Over the rest of February and March,
locals, including people from other islands,
kept making secret runs to rescue the whiskey.
Some people just took a few cases for personal consumption.
Others, with larger boats, were taking dozens or hundreds of cases.
The islanders began hiding whiskey everywhere on the island.
They were hiding it under floorboards, in caves, and they were digging holes.
Some locals weren't even bothering to go out to the ship.
They were just noticing where their neighbors were standing.
smashing the booze, and then went out at night to abscond it.
A local customs officer named Charles McCall took it upon himself to stop the theft and tax evasion.
He ran several trips out to the ship to intercept people making whiskey runs.
However, most of the runs were done at night when he didn't go out.
The local police mostly turned a blind eye, as these were their neighbors,
and most of them also had some whiskey stashed away themselves.
In April, another official salvage operation took place.
This time they looked at the feasibility of refloating the ship, which turned out to be impossible.
They also began a more methodical process of taking the remaining cargo off the ship.
However, many of the salvage crew began taking whiskey themselves and giving it to locals.
By late April and June, the government's efforts had shifted towards prosecution.
They began conducting raids all over the island and arresting locals.
Several dozen men were brought up on charges.
The charges the government pursued were for far more severe customs
charges, not just simple theft. Many of them served short jail sentences. By September,
whatever whiskey the official salvage crew could salvage was sent back to the mainland, where
excise tags were put on it. In 1942, attempts were made to move the ship. It got about 500
meters when it dropped again, hit a rock, and broke the back of the ship. The customs officer,
Charles McCall, wanted the ship blown up to prevent more looting.
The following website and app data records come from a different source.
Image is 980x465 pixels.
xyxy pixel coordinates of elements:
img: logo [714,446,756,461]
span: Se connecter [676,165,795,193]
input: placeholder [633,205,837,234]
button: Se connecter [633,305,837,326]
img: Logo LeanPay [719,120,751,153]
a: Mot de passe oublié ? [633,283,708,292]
And on October 16,
1942, the hold containing the whiskey was in fact blown up.
As local resident, Agnes John Campbell said, quote, dynamiting whiskey, you wouldn't think
there'd be men in the world so crazy as that, unquote.
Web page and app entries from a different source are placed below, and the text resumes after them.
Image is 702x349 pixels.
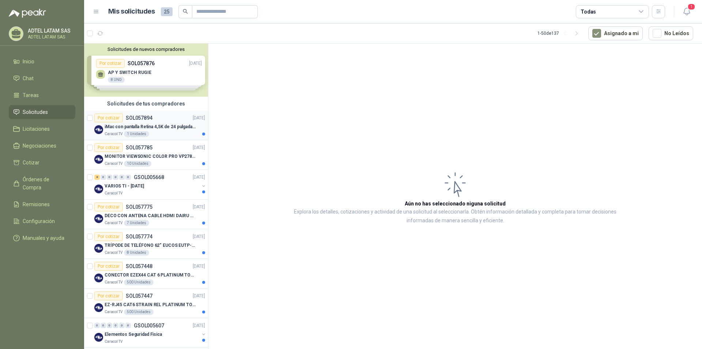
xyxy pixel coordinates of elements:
[126,234,153,239] p: SOL057774
[94,232,123,241] div: Por cotizar
[193,233,205,240] p: [DATE]
[126,293,153,298] p: SOL057447
[105,123,196,130] p: iMac con pantalla Retina 4,5K de 24 pulgadas M4
[84,288,208,318] a: Por cotizarSOL057447[DATE] Company LogoEZ-RJ45 CAT6 STRAIN REL PLATINUM TOOLSCaracol TV500 Unidades
[23,217,55,225] span: Configuración
[124,250,149,255] div: 8 Unidades
[94,273,103,282] img: Company Logo
[105,309,123,315] p: Caracol TV
[94,184,103,193] img: Company Logo
[134,175,164,180] p: GSOL005668
[589,26,643,40] button: Asignado a mi
[94,262,123,270] div: Por cotizar
[9,231,75,245] a: Manuales y ayuda
[9,55,75,68] a: Inicio
[9,88,75,102] a: Tareas
[134,323,164,328] p: GSOL005607
[23,125,50,133] span: Licitaciones
[23,108,48,116] span: Solicitudes
[193,203,205,210] p: [DATE]
[94,155,103,164] img: Company Logo
[126,115,153,120] p: SOL057894
[9,122,75,136] a: Licitaciones
[101,323,106,328] div: 0
[105,161,123,166] p: Caracol TV
[538,27,583,39] div: 1 - 50 de 137
[105,271,196,278] p: CONECTOR EZEX44 CAT 6 PLATINUM TOOLS
[9,172,75,194] a: Órdenes de Compra
[94,291,123,300] div: Por cotizar
[9,155,75,169] a: Cotizar
[126,263,153,269] p: SOL057448
[107,323,112,328] div: 0
[105,183,144,190] p: VARIOS TI - [DATE]
[688,3,696,10] span: 1
[105,153,196,160] p: MONITOR VIEWSONIC COLOR PRO VP2786-4K
[84,110,208,140] a: Por cotizarSOL057894[DATE] Company LogoiMac con pantalla Retina 4,5K de 24 pulgadas M4Caracol TV1...
[126,204,153,209] p: SOL057775
[105,331,162,338] p: Elementos Seguridad Fisica
[193,292,205,299] p: [DATE]
[681,5,694,18] button: 1
[581,8,596,16] div: Todas
[193,144,205,151] p: [DATE]
[9,9,46,18] img: Logo peakr
[23,234,64,242] span: Manuales y ayuda
[28,35,74,39] p: ADTEL LATAM SAS
[23,200,50,208] span: Remisiones
[84,140,208,170] a: Por cotizarSOL057785[DATE] Company LogoMONITOR VIEWSONIC COLOR PRO VP2786-4KCaracol TV10 Unidades
[105,338,123,344] p: Caracol TV
[193,115,205,121] p: [DATE]
[94,333,103,341] img: Company Logo
[87,46,205,52] button: Solicitudes de nuevos compradores
[94,175,100,180] div: 8
[282,207,629,225] p: Explora los detalles, cotizaciones y actividad de una solicitud al seleccionarla. Obtén informaci...
[84,229,208,259] a: Por cotizarSOL057774[DATE] Company LogoTRÍPODE DE TELÉFONO 62“ EUCOS EUTP-010Caracol TV8 Unidades
[94,125,103,134] img: Company Logo
[193,322,205,329] p: [DATE]
[9,105,75,119] a: Solicitudes
[23,57,34,65] span: Inicio
[105,242,196,249] p: TRÍPODE DE TELÉFONO 62“ EUCOS EUTP-010
[105,212,196,219] p: DECO CON ANTENA CABLE HDMI DAIRU DR90014
[105,279,123,285] p: Caracol TV
[107,175,112,180] div: 0
[101,175,106,180] div: 0
[84,97,208,110] div: Solicitudes de tus compradores
[94,244,103,252] img: Company Logo
[9,139,75,153] a: Negociaciones
[23,91,39,99] span: Tareas
[405,199,506,207] h3: Aún no has seleccionado niguna solicitud
[23,158,40,166] span: Cotizar
[94,321,207,344] a: 0 0 0 0 0 0 GSOL005607[DATE] Company LogoElementos Seguridad FisicaCaracol TV
[84,259,208,288] a: Por cotizarSOL057448[DATE] Company LogoCONECTOR EZEX44 CAT 6 PLATINUM TOOLSCaracol TV500 Unidades
[193,174,205,181] p: [DATE]
[119,323,125,328] div: 0
[105,190,123,196] p: Caracol TV
[125,175,131,180] div: 0
[9,71,75,85] a: Chat
[28,28,74,33] p: ADTEL LATAM SAS
[124,131,149,137] div: 1 Unidades
[124,220,149,226] div: 7 Unidades
[94,143,123,152] div: Por cotizar
[105,220,123,226] p: Caracol TV
[105,131,123,137] p: Caracol TV
[124,309,154,315] div: 500 Unidades
[23,74,34,82] span: Chat
[94,173,207,196] a: 8 0 0 0 0 0 GSOL005668[DATE] Company LogoVARIOS TI - [DATE]Caracol TV
[124,279,154,285] div: 500 Unidades
[126,145,153,150] p: SOL057785
[9,197,75,211] a: Remisiones
[23,175,68,191] span: Órdenes de Compra
[94,202,123,211] div: Por cotizar
[193,263,205,270] p: [DATE]
[94,214,103,223] img: Company Logo
[94,303,103,312] img: Company Logo
[649,26,694,40] button: No Leídos
[105,250,123,255] p: Caracol TV
[183,9,188,14] span: search
[84,199,208,229] a: Por cotizarSOL057775[DATE] Company LogoDECO CON ANTENA CABLE HDMI DAIRU DR90014Caracol TV7 Unidades
[9,214,75,228] a: Configuración
[161,7,173,16] span: 25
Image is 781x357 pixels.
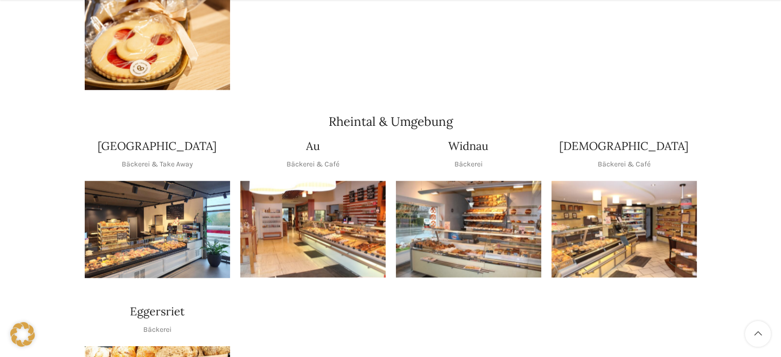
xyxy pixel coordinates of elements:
h2: Rheintal & Umgebung [85,115,696,128]
p: Bäckerei [143,324,171,335]
div: 1 / 1 [396,181,541,278]
h4: Eggersriet [130,303,185,319]
img: Schwyter-6 [85,181,230,278]
div: 1 / 1 [240,181,385,278]
h4: Au [306,138,320,154]
img: au (1) [240,181,385,278]
img: heiden (1) [551,181,696,278]
a: Scroll to top button [745,321,770,346]
p: Bäckerei & Take Away [122,159,193,170]
h4: Widnau [448,138,488,154]
h4: [DEMOGRAPHIC_DATA] [559,138,688,154]
div: 1 / 1 [85,181,230,278]
div: 1 / 1 [551,181,696,278]
h4: [GEOGRAPHIC_DATA] [98,138,217,154]
p: Bäckerei [454,159,482,170]
p: Bäckerei & Café [286,159,339,170]
img: widnau (1) [396,181,541,278]
p: Bäckerei & Café [597,159,650,170]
I should note, there was one other thing in the cargo hold alongside the whiskey.
Cash.
In particular, there was a whole bunch of 10-shilling notes that were about to be sent to Jamaica,
which at the time was a British territory.
There is about 3 million pounds worth of these 10-shilling Jamaican notes.
The money was waterlogged and oily, so it wasn't thought that many people were taking it,
as they were mainly focused on the whiskey.
However, some of the notes began washing up on shore, and later, some of them started showing up at banks.
Eventually, they replaced the blue Jamaican notes that were in the ship with purple notes to take them out of circulation.
In the end, no one was really sure how many of the 22,000 cases of whiskey were taken off the ship.
initial estimates were that locals walked away with about 2,000 cases.
However, interviews conducted with locals in the early 1960s,
while after the heat was off, put the estimate closer to 7,000 cases.
Some individuals admitted to taking over 500 cases apiece.
The vast majority of the bottles which were recovered were consumed or given to friends and relatives.
The whiskey, however, caused a lot of problems among island residents after the war.
Some islanders took other people's whiskey, some rated out.
their neighbors to customs officials, and others were just angry that some sold the whiskey
that they found. A book was written about the entire ordeal called Whiskey Galore. It was made
into a movie in 1949 and later remade in 2016 starring Eddie Izard. Since the incident, there have
been several attempts by scuba divers to visit the wreck and bring up bottles. In 1987, eight bottles
were found by a diver and later sold at auction for 4,000 pounds. Two years later, a much more
massive undertaking with a crew of 500 people only managed to find 24 more bottles.
The unopened bottles from the SS politician have become very valuable collector's items.
In the most recent auction, in 2013, a single bottle sold for 12,050 pounds, or nearly
$16,000.
Executive producer of Everything Everywhere Daily is James Mackala.
The associate producer is Thor Thompson.